Coming up with your metrics
Say you want to have people rate their “customer experience” when they visited your store. Surely you couldn’t ask people to do so on a scale from 1 to 5, since it’s hard for people to understand the question and people would consider lots of different things when giving the rating. Needless to say it will result in low validity (the question isn’t measuring what it’s supposed to) and low reliability (the results will vary depending on who gives the answer). If you wanted to make a scale question with separate components (such as store cleanliness, customer service, product range, etc), which ones would you choose out of potentially millions of things?
Instead you should start out with a pilot survey intended to (now we’re using fancy research jargon) operationalize the concept. In plain terms it means that you try to find out which the things are that contribute to and make up the experience of visiting your shop. Once that’s clear, you can create a metric that’s measuring what it’s supposed to.
Setting up and fine-tuning the concept
Now you want to find out which things affect customer experience positively and negatively. The best thing to do this is to run a pilot study with two open-ended questions:
“When visiting our shop, what things did you find positive?”
“When visiting our shop, what things did you find negative?”

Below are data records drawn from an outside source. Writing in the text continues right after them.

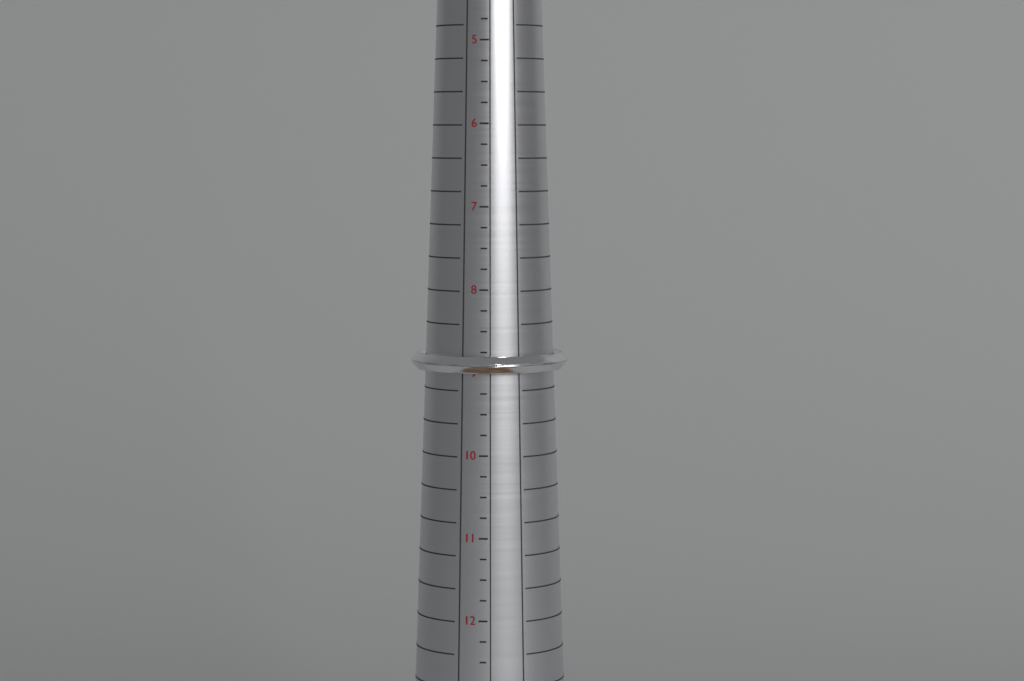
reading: 9.00 (no unit)
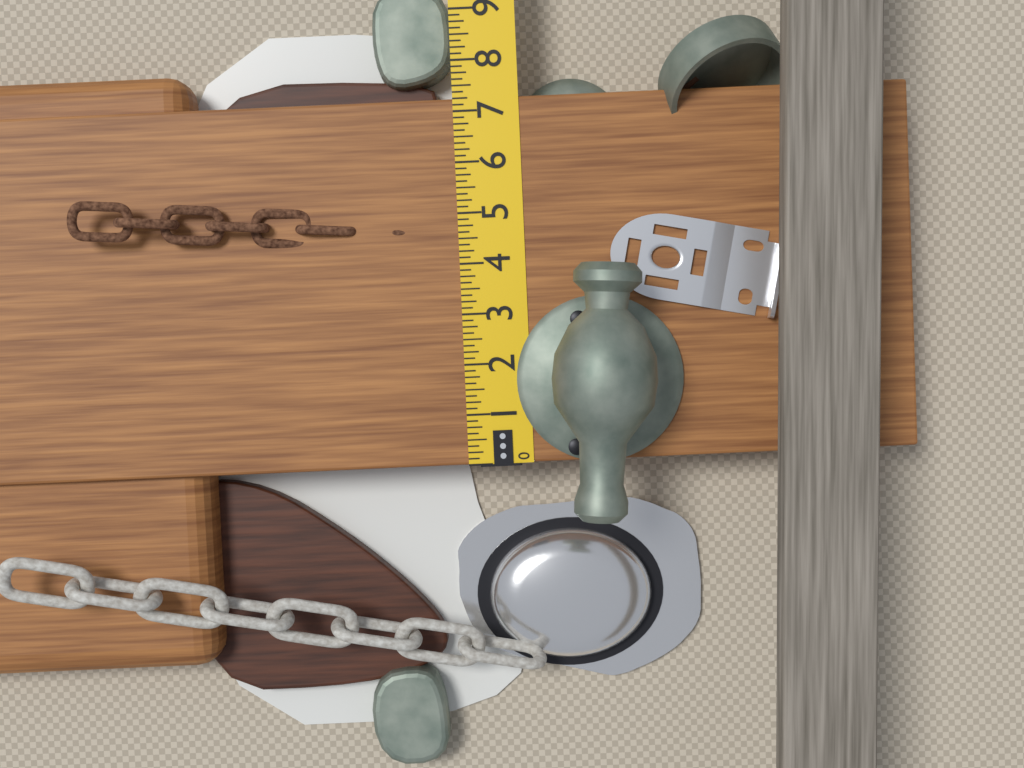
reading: 7.250 in
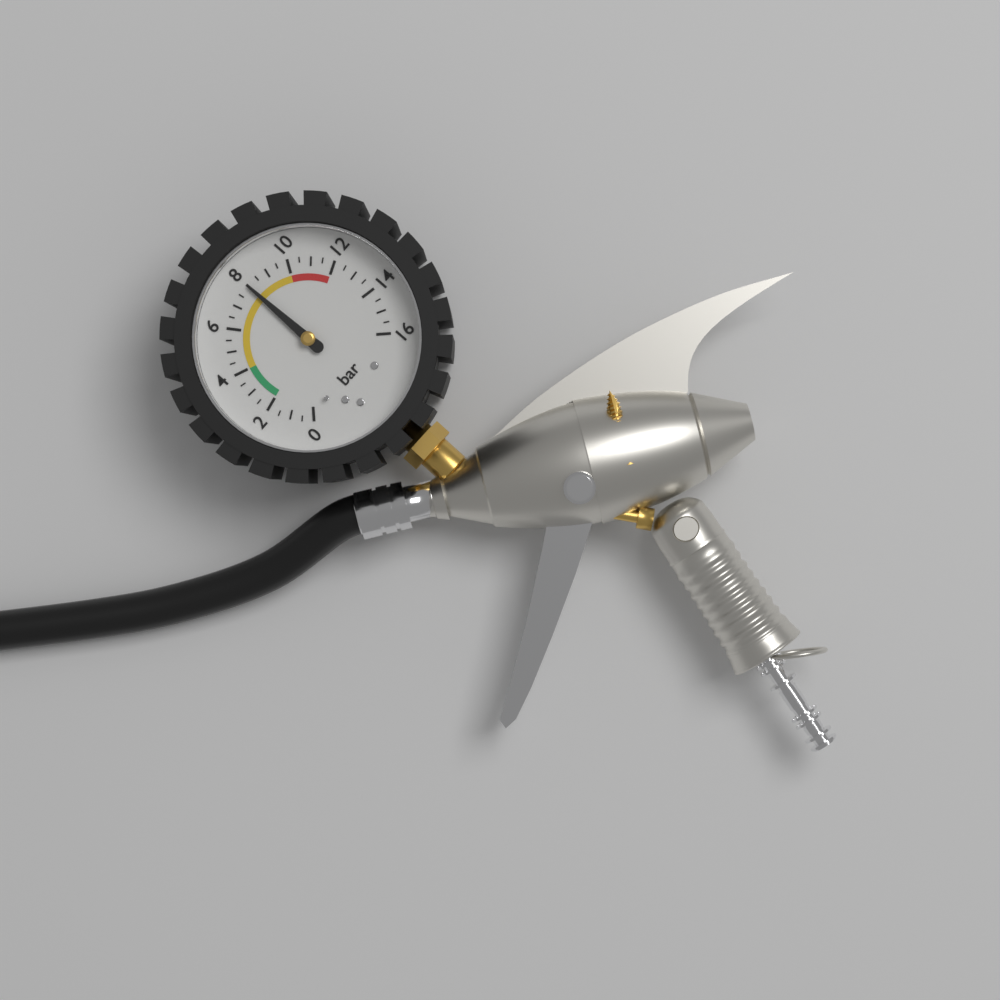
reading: 8.0 bar
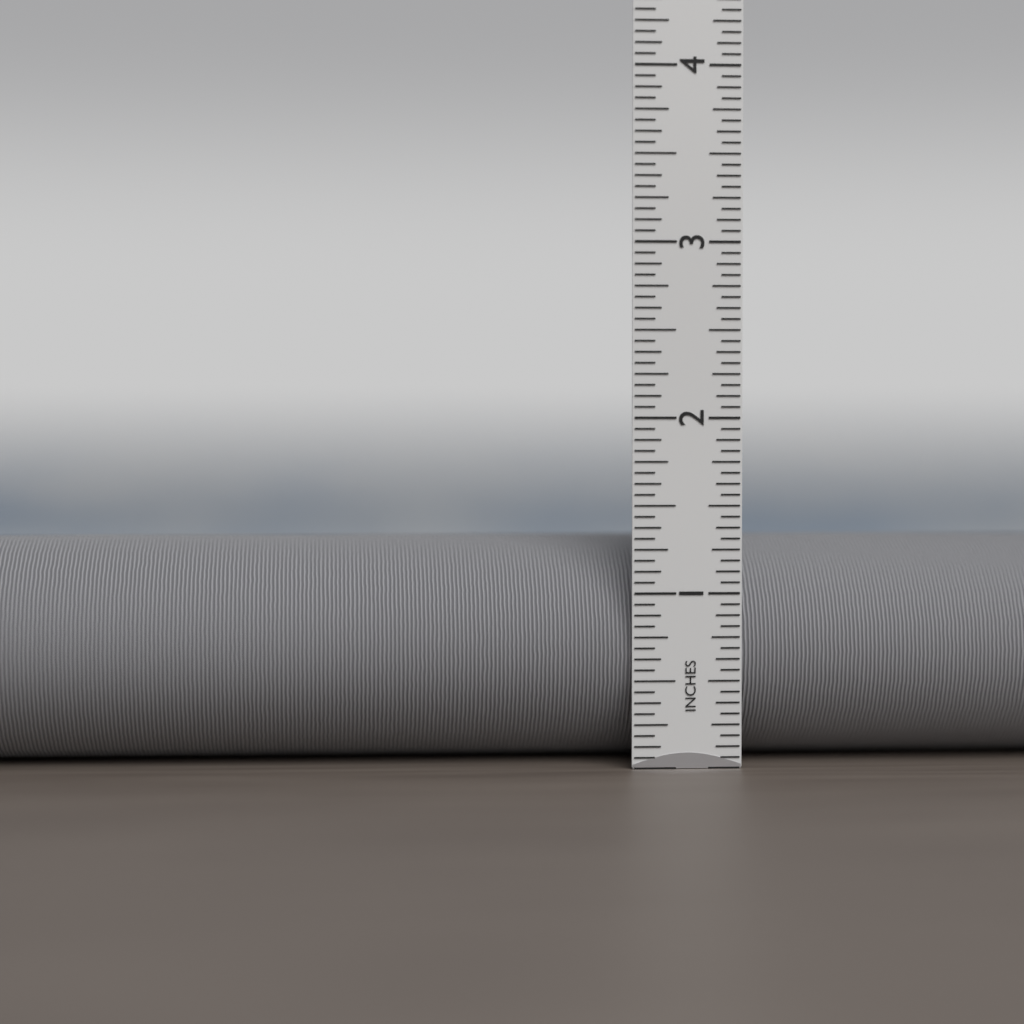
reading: 1.3125 in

Do the pilot study and have people pour their hearts out. Run both questions on text mining software (such as that of Webropol) and find the biggest topics from both questions. There you have it – those are the things you should have your customers rate!
Say you get 10 things that are talked about a lot. Then you make a scale question where people are asked to rate these ten things. The sum of these will be the “customer experience” you were looking for in the first place. Then you can do the actual survey with this scale question.
Wait! There’s more than just the metric!
Once you’ve completed your pilot study you have actually got a lot of interesting information besides the metric. What you just did is that you:
a) Found out which things your customer experience is made up of
b) Found out which things add to or subtract from the experience (remember, you asked positive and negative things separately in the pilot study!)
c) Quantified your experience concept, i.e. you now have a numerical tool to use. This allows for studying customer experience trends over time, compare different customer segments, stores visited etc.
d) You have quantified the sub-components (e.g. product range) that contribute to the experience. You can also study these over time or between segments, stores etc.